From the engine that indexes to the engine that interprets — and finally to the agent that converses: the transformation is no longer just about how we search, but why we search and who we turn to for answers.
From the instinctive gesture of typing keywords into a search bar to an iterative dialogue with an intelligence that asks questions, interprets and guides, the transformation we are experiencing today no longer concerns only (or primarily) the algorithm that indexes content. It concerns the very way we formulate our informational needs, how we negotiate the meaning of our requests and how we place trust in answers that no longer simply display links, but advise us and guide our decisions. The scale of this shift is not just a perception among content creators: increased user exposure to AI Overviews and the growth of zero-click searches document a real and measurable behavioral change.
For over twenty years, we operated within a simple ecosystem: query, scroll, choose, click, go back, repeat. Today, that linear journey has fractured. According to a Nielsen Norman Group analysis (2024), more and more users bypass the SERP altogether, remaining within the AI-generated response and trusting a ready-made, coherent synthesis. At the same time, recent research highlights a steady decline in organic traffic to editorial websites, while direct interaction with tools such as ChatGPT, Copilot and Perplexity AI continues to grow.
Even established platforms such as Aranzulla have reportedly recorded traffic drops between 20% and 25% — a signal of shifting habits: people now search inside the chat, not inside the search engine.
The difference is not merely technical — it is cultural. In a traditional search engine, users submit a query. In an AI chat, they open a dialogue. If the question is vague, the agent asks for clarification. If the request is too broad, it narrows it down. If it detects an implicit need, it brings it to the surface. In short, it reasons with us.
This new dynamic builds a path — almost a micro educational process — in which AI interprets the question, identifies informational gaps, proposes progressive solutions and, when necessary, refines the direction along the way.
We are moving from a “response engine” to a rational advisor — a digital consultant that not only informs, but guides, orients and increasingly chooses on our behalf.
The crucial point lies here: search has gradually become a negotiation process, no longer a simple act of consultation. AI now attempts to understand who you are, what you need and what your goals are. Based on the information it gathers, it proposes paths, solutions and alternatives.
For those of us who create content, this revolution has profound implications for how we approach our work.
It is no longer enough to produce a keyword-optimized page of X words, with perfectly calibrated meta tags and density metrics. Today, we must build content that is readable and interpretable by AI, capable of communicating identity, authority, context and value.
Research on Generative Engine Optimization (GEO) shows that new platforms evaluate not only semantic relevance, but also the clarity of purpose and the consistency and authority of the brand behind the content.
In short, if your content is useful, clear, reliable and coherent with a defined identity, AI is more likely to include or cite it as a reference.
At this stage, a decisive element becomes central: the brand positioning strategy within its competitive landscape.
A brand that communicates in a fragmented, directionless way risks disappearing from the radar — or more precisely, from the invisible filter of artificial intelligence. Not because it is not indexed, but because it is not interpretable.
If your brand narrative is weak, confused or contradictory, technical optimization alone will never make you recommended.
Consider a practical example: a user searches for “How can I improve my brand communication?” A few years ago, Google would have returned SEO guides, marketing software or tool lists. Today, an AI chat interprets the deeper intent behind the request: perhaps you do not need a new tool, but a repositioning. It will tend to recommend not the site with the right keyword, but the agency or professional who clearly communicates identity, method, case studies and values — in other words, those who demonstrate clarity about who they are and what they do.
In a context where it is no longer enough to be found — you must be understood — brands need an agency capable of reading between the lines, identifying expressed and latent needs (even those you are not yet aware of) and translating them into a clear, coherent and recognizable strategy that enhances brand value.
At Zaki, this is what we do every day: we study, analyze, reposition and design identities and languages that enable brands to truly engage with people, markets and the intelligences that recommend them — so they can become the right answer.
Whether it’s well established or still to be built,
we work on the best communication for your brand.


§ **EXERCISE DESCRIPTION**
Wherever a line in the records below contains "with", copy that line.

§ **PROVIDED ENTRIES**
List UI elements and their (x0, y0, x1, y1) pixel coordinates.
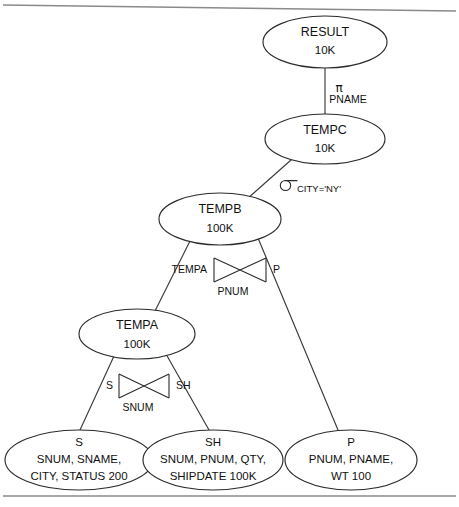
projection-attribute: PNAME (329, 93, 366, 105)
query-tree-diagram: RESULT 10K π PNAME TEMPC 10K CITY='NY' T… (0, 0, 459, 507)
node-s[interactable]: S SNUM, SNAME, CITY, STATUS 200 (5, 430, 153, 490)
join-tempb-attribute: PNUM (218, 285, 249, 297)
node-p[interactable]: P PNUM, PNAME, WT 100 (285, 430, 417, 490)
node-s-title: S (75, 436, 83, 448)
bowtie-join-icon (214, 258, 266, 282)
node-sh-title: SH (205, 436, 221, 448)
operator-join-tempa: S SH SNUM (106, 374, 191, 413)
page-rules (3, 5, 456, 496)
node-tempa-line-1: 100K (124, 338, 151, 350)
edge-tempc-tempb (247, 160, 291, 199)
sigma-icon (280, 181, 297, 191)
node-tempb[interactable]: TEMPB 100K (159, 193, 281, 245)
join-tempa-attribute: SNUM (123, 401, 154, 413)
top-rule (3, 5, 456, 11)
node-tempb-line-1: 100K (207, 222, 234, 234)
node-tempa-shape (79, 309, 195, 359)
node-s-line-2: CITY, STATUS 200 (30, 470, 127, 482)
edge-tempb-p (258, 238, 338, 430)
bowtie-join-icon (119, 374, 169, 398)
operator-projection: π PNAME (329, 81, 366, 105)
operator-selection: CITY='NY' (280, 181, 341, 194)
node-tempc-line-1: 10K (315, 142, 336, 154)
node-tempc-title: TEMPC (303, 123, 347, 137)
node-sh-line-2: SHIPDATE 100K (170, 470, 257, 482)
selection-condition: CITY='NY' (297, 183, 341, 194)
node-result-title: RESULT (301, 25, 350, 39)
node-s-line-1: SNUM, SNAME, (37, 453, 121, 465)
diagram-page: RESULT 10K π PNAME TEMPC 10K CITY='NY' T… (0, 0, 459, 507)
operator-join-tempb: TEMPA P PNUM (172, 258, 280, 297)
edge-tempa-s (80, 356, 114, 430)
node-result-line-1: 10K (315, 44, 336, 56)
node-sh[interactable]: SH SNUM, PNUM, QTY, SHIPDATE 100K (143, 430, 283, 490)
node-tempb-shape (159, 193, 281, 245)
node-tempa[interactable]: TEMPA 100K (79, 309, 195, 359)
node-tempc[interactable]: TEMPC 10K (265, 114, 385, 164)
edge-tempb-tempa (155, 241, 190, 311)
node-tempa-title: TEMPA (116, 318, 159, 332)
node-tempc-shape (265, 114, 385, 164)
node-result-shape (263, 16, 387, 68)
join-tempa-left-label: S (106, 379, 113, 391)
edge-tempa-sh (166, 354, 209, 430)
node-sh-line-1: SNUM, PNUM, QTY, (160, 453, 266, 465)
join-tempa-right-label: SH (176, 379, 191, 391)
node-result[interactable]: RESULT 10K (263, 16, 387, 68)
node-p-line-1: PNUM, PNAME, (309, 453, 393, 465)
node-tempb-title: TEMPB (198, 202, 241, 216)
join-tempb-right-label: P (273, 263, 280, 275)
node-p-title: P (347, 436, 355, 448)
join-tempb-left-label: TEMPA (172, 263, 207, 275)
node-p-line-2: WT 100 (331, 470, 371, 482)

* * *

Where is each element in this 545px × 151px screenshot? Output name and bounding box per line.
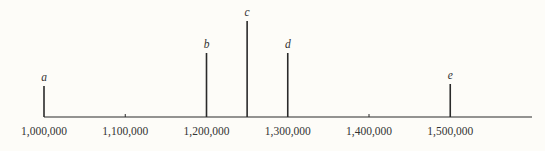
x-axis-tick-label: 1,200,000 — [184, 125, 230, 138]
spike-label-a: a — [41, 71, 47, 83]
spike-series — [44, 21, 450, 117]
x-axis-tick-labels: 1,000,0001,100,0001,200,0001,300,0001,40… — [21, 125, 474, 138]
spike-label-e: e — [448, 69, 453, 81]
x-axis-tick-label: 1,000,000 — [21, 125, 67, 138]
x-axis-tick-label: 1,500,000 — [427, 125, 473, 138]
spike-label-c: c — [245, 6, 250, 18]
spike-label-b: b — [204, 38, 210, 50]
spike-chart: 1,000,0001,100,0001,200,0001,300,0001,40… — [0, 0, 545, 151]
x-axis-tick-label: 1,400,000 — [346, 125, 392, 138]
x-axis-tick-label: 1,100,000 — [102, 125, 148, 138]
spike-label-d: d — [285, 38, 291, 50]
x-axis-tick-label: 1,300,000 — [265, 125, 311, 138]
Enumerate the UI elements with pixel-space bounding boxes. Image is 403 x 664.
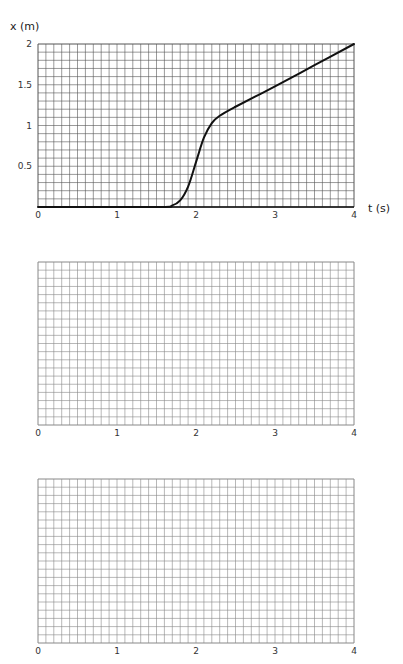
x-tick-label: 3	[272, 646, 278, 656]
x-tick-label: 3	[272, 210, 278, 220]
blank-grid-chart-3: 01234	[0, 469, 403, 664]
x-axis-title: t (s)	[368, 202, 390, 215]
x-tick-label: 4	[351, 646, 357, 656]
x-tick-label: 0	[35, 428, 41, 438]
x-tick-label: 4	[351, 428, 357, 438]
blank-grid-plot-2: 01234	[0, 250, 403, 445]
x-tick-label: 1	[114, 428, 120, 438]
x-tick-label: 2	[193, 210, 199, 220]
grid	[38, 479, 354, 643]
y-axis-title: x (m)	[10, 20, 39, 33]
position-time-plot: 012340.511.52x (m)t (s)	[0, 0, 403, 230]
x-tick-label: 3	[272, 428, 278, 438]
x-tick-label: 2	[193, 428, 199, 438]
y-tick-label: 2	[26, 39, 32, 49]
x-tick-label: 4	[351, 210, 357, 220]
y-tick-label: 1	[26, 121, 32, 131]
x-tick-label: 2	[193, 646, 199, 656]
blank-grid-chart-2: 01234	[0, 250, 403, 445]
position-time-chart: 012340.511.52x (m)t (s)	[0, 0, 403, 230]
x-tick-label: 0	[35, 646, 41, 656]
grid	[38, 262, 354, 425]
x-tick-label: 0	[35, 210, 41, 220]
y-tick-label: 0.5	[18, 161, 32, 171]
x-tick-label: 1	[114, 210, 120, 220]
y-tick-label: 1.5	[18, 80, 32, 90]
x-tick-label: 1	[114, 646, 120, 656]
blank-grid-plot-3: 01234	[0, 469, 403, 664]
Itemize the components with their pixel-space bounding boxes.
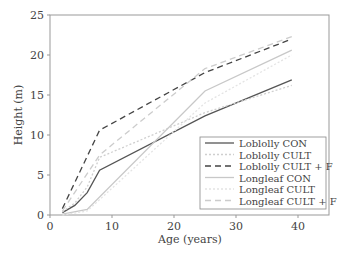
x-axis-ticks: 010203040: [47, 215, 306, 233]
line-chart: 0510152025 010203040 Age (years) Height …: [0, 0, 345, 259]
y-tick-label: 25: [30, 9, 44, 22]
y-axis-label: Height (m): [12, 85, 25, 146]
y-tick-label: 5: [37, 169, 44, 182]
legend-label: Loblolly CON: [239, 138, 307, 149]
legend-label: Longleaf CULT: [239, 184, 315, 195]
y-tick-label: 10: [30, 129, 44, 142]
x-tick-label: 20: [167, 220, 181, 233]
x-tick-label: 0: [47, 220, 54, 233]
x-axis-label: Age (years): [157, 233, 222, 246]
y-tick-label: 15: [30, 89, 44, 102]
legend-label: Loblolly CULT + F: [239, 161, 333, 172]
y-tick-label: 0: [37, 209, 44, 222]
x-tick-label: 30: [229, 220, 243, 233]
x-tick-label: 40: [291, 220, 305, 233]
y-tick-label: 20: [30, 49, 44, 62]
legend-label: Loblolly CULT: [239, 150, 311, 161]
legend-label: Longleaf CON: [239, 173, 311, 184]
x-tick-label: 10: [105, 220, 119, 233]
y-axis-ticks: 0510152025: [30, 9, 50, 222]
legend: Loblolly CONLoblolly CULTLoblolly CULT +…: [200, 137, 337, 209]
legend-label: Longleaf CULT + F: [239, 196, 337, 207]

--

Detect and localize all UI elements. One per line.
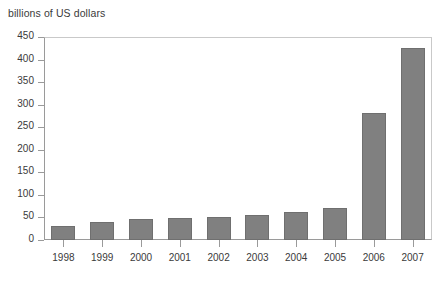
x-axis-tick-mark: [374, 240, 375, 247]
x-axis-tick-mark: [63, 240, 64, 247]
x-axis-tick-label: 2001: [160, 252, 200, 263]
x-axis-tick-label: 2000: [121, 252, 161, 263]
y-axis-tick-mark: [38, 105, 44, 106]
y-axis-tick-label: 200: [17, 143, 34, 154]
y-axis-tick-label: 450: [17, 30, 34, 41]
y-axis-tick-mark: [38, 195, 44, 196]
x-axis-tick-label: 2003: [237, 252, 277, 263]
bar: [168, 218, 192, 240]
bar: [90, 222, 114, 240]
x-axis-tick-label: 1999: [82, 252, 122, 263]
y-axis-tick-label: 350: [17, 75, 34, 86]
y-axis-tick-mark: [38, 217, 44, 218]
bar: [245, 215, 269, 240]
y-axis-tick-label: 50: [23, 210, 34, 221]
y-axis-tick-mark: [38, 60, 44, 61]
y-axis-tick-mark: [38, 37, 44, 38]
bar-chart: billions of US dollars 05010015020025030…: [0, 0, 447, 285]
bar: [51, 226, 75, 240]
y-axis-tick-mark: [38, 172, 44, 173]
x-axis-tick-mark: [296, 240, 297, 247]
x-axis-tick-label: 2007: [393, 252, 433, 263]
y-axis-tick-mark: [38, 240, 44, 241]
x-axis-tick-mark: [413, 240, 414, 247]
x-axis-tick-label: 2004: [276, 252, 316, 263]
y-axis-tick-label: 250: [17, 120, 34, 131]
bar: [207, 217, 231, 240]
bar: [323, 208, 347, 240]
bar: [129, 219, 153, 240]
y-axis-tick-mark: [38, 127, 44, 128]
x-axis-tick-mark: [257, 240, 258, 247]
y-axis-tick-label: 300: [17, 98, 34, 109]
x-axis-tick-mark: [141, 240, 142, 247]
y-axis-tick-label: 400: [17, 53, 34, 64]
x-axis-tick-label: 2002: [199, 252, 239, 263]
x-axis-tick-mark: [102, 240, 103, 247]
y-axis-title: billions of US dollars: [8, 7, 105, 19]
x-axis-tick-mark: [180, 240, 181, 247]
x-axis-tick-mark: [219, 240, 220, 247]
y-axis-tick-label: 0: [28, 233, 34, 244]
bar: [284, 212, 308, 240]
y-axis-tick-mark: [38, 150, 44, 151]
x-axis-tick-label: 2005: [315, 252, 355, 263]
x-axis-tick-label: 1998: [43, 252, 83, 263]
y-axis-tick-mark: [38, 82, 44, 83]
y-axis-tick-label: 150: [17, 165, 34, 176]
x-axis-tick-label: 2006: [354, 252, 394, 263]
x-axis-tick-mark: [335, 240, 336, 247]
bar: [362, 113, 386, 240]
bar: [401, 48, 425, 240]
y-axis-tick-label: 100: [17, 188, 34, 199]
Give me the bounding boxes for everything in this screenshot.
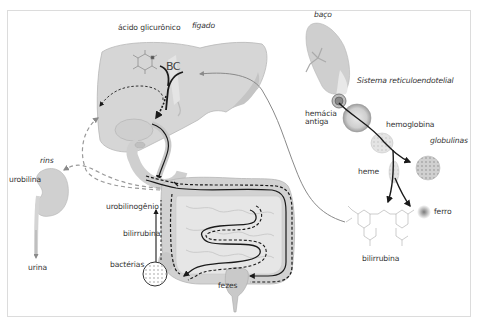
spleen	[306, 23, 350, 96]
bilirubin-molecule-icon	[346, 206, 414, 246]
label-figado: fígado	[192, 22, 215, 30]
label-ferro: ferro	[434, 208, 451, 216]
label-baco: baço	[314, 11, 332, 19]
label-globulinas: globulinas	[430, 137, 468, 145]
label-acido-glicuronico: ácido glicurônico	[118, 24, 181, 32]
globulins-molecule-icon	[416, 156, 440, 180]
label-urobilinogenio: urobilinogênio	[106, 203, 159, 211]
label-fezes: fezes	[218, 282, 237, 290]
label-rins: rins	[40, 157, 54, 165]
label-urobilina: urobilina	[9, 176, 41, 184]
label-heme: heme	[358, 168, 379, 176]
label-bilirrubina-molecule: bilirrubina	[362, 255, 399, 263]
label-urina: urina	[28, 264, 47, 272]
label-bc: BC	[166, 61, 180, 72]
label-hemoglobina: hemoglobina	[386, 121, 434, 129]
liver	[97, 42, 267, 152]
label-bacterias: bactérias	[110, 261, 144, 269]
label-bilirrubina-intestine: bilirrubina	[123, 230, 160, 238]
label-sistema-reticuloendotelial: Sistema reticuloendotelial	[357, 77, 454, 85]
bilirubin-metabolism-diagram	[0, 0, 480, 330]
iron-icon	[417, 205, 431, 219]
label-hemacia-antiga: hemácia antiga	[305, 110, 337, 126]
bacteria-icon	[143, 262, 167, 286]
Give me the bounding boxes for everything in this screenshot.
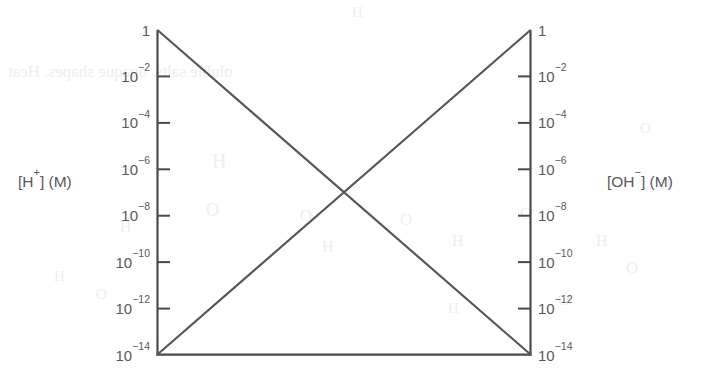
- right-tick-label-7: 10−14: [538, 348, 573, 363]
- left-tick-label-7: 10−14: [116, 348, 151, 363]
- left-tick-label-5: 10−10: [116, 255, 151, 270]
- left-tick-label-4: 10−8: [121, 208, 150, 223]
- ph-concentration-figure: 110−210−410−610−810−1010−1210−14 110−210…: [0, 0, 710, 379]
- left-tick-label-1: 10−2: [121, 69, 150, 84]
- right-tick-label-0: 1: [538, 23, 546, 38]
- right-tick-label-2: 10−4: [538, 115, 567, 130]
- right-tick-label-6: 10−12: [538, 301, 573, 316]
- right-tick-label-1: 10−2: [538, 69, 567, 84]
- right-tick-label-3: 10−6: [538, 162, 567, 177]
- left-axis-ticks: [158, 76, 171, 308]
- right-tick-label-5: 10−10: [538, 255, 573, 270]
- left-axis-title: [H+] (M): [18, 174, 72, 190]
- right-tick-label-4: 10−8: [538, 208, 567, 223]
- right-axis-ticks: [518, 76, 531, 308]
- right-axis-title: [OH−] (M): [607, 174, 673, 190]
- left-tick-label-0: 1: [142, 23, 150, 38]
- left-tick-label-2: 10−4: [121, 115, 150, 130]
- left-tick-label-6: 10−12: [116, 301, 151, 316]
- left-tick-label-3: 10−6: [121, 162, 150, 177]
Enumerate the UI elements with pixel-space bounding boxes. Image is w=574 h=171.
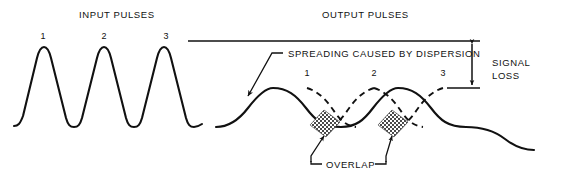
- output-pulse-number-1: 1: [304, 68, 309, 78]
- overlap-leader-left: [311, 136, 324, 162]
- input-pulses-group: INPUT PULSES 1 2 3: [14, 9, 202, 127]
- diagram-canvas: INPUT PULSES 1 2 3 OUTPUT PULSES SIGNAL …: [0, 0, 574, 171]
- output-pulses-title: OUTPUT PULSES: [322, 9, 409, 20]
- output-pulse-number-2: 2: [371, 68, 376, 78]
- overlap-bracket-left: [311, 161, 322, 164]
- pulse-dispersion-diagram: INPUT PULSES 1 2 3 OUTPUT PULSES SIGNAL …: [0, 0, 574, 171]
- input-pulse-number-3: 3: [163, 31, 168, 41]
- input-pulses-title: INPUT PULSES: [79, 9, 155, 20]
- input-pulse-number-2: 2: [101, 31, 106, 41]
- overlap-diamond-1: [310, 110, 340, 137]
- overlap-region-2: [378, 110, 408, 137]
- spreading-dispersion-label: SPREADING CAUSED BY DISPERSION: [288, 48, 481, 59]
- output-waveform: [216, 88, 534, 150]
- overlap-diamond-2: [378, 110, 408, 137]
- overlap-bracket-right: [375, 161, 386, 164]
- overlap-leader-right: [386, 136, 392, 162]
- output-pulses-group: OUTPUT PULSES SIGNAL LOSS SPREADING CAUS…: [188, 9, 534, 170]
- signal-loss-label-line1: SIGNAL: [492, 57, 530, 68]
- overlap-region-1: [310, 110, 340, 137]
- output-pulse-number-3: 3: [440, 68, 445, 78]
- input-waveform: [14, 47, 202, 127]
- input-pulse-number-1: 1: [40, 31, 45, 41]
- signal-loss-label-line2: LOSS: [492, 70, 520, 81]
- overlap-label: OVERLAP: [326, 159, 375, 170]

§ **RESPONSE AREA**
Enumerate the UI elements with pixel-space bounding boxes. Image is 403 x 664.
Itemize the components with their pixel-space bounding boxes.
Enumerate the UI elements with pixel-space bounding boxes. Image is w=574 h=171.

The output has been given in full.